For the compiler (or linker if global), it already has to prepare a space for the variable, the address is acquired from layout plan, not from referencing the variable at runtime, so the semantics is analogous to "fill number three in the third box."
It's allowed because it's in the spirit of C: both allowing and prohibiting it is almost equally easy, and it's also sometimes useful, so it's allowed. Now, there is a way [0] to statically check whether self-referential value initialization is well-founded or not but... it's kinda tricky to do and so, again in the C's spirit, such diagnostics is not required.
The most common and idiomatic example that relies on a variable being in scope in its initializer is,
But that isn’t, strictly speaking, self-referential. Here’s one that is…In BSD <sys/queue.h> there are a bunch of macros for various kinds of linked list.
https://man.freebsd.org/cgi/man.cgi?query=STAILQ_HEAD_INIT
https://cgit.freebsd.org/src/tree/sys/sys/queue.h
The STAILQ macros define a singly-linked list where the head is a pair of pointers (simplified slightly):
• a pointer to the first element, which is NULL when the list is empty• a pointer to the NULL pointer that terminates the list
The last pointer allows fast appends, O(1) instead of O(n).
When you initialize the head, the last pointer needs to point to the first pointer. The STAILQ_HEAD_INITIALIZER() macro does basically:
There, head refers to itself!To append an element, the STAILQ_INSERT_TAIL() macro does basically:
So normally the last pointer points into an element; the last pointer points into the head only in an empty list.For the compiler (or linker if global), it already has to prepare a space for the variable, the address is acquired from layout plan, not from referencing the variable at runtime, so the semantics is analogous to "fill number three in the third box."
It's allowed because it's in the spirit of C: both allowing and prohibiting it is almost equally easy, and it's also sometimes useful, so it's allowed. Now, there is a way [0] to statically check whether self-referential value initialization is well-founded or not but... it's kinda tricky to do and so, again in the C's spirit, such diagnostics is not required.
[0] https://www.cl.cam.ac.uk/~jdy22/papers/a-right-to-left-type-...
The traditional use case are circular linked lists or similar data structures.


#### [WORK TASK]
Starting at the top of the data and ending with the line that holds "This screenshot has", transcribe each line exactly; include both ends.
+ + + +
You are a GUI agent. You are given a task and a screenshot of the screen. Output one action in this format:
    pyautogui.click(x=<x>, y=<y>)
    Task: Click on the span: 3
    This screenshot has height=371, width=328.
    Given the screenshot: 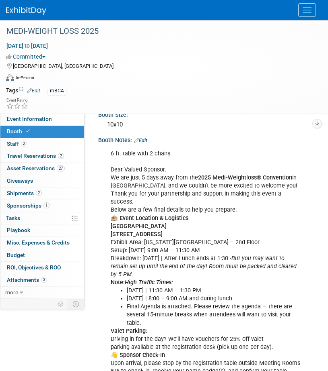 What is the action you would take?
    pyautogui.click(x=44, y=280)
+ + + +
#### [ANSWER SECTION]
You are a GUI agent. You are given a task and a screenshot of the screen. Output one action in this format:
    pyautogui.click(x=<x>, y=<y>)
    Task: Click on the span: 3
    This screenshot has height=371, width=328.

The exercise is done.